With the nation’s most populous state on pace to meet that target, Gov. Jerry Brown on Thursday charted a new goal to further cut carbon pollution by extending and expanding the landmark climate change law.

It will “keep California on the move to clean up the environment,” Brown said moments before signing a pair of bills in a Los Angeles park amid opposition from the oil industry, business groups and Republicans.

Experts said going forward will be more challenging because the new goal — to reduce emissions 40 percent below 1990 levels by 2030 — is considerably more ambitious and many of the easy solutions have been employed.

“The long and the short of it is that meeting the goal will require sustained regulatory effort across all sectors of the economy,” said Ann Carlson, a professor of environmental law at the University of California, Los Angeles.

California is on track to meet the 2020 climate goal that called for reducing emissions to 1990 levels by restricting the carbon content of gasoline and diesel fuel, encouraging sales of zero-emission vehicles and imposing a tax on pollution.

The state plans to build on that foundation and ramp up other efforts including increasing renewable electricity use, boosting energy efficiency in existing buildings and putting 1.5 million zero-emissions vehicles on the road, according to the California Air Resources Board, which is in charge of climate policy.

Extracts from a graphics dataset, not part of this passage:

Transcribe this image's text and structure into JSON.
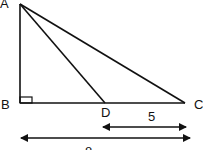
{
  "diagram": {
    "type": "right-triangle",
    "points": {
      "A": {
        "label": "A",
        "x": 20,
        "y": 4
      },
      "B": {
        "label": "B",
        "x": 20,
        "y": 103
      },
      "D": {
        "label": "D",
        "x": 105,
        "y": 103
      },
      "C": {
        "label": "C",
        "x": 185,
        "y": 103
      }
    },
    "segments": [
      "AB",
      "BC",
      "AC",
      "AD"
    ],
    "right_angle_at": "B",
    "dimensions": [
      {
        "name": "DC",
        "label": "5"
      },
      {
        "name": "BC",
        "label": "8"
      }
    ],
    "stroke_color": "#111111"
  }
}
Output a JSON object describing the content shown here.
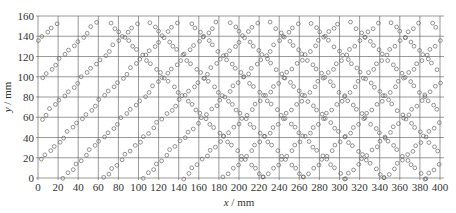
{
  "chart_data": {
    "type": "scatter",
    "title": "",
    "xlabel": "x / mm",
    "ylabel": "y / mm",
    "xlabel_var": "x",
    "ylabel_var": "y",
    "unit": "mm",
    "xlim": [
      0,
      400
    ],
    "ylim": [
      0,
      160
    ],
    "xticks": [
      0,
      20,
      40,
      60,
      80,
      100,
      120,
      140,
      160,
      180,
      200,
      220,
      240,
      260,
      280,
      300,
      320,
      340,
      360,
      380,
      400
    ],
    "yticks": [
      0,
      20,
      40,
      60,
      80,
      100,
      120,
      140,
      160
    ],
    "grid": true,
    "legend": null,
    "marker": "open-circle",
    "pattern": {
      "period_x": 40,
      "period_y": 40,
      "diagonal_step": 4.5,
      "cluster_centers_offset": [
        [
          0,
          20
        ],
        [
          20,
          0
        ],
        [
          20,
          40
        ],
        [
          40,
          20
        ]
      ],
      "x_range": [
        0,
        400
      ],
      "y_range": [
        0,
        155
      ]
    }
  },
  "colors": {
    "grid": "#555555",
    "marker": "#666666",
    "text": "#333333",
    "background": "#ffffff"
  }
}
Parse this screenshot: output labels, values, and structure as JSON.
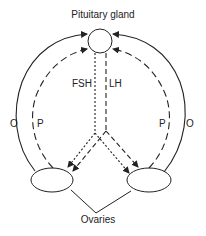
{
  "diagram": {
    "title": "Pituitary gland",
    "nodes": {
      "pituitary": {
        "label": "Pituitary gland",
        "cx": 100,
        "cy": 41,
        "r": 12
      },
      "ovary_left": {
        "cx": 52,
        "cy": 180,
        "rx": 21,
        "ry": 12
      },
      "ovary_right": {
        "cx": 149,
        "cy": 180,
        "rx": 22,
        "ry": 12
      }
    },
    "labels": {
      "fsh": "FSH",
      "lh": "LH",
      "o_left": "O",
      "p_left": "P",
      "p_right": "P",
      "o_right": "O",
      "ovaries": "Ovaries"
    },
    "edges": [
      {
        "from": "ovary_left",
        "to": "pituitary",
        "style": "solid",
        "label": "O"
      },
      {
        "from": "ovary_left",
        "to": "pituitary",
        "style": "long-dashed",
        "label": "P"
      },
      {
        "from": "ovary_right",
        "to": "pituitary",
        "style": "solid",
        "label": "O"
      },
      {
        "from": "ovary_right",
        "to": "pituitary",
        "style": "long-dashed",
        "label": "P"
      },
      {
        "from": "pituitary",
        "to": "ovary_left",
        "style": "short-dashed",
        "label": "FSH"
      },
      {
        "from": "pituitary",
        "to": "ovary_right",
        "style": "short-dashed",
        "label": "FSH"
      },
      {
        "from": "pituitary",
        "to": "ovary_left",
        "style": "long-dashed",
        "label": "LH"
      },
      {
        "from": "pituitary",
        "to": "ovary_right",
        "style": "long-dashed",
        "label": "LH"
      }
    ],
    "colors": {
      "stroke": "#222222",
      "background": "#ffffff"
    }
  }
}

Supporters overcame strong opposition from oil companies and other industry interests to pass the legislation a year after business-friendly Democrats in the Assembly derailed an even more ambitious proposal to limit the use of oil in the state.

The new law puts “very severe caps on the emission of greenhouse gases in California without requiring the regulatory agencies to give any consideration” to how it will affect the economy and residents, the California Chamber of Commerce said in a statement.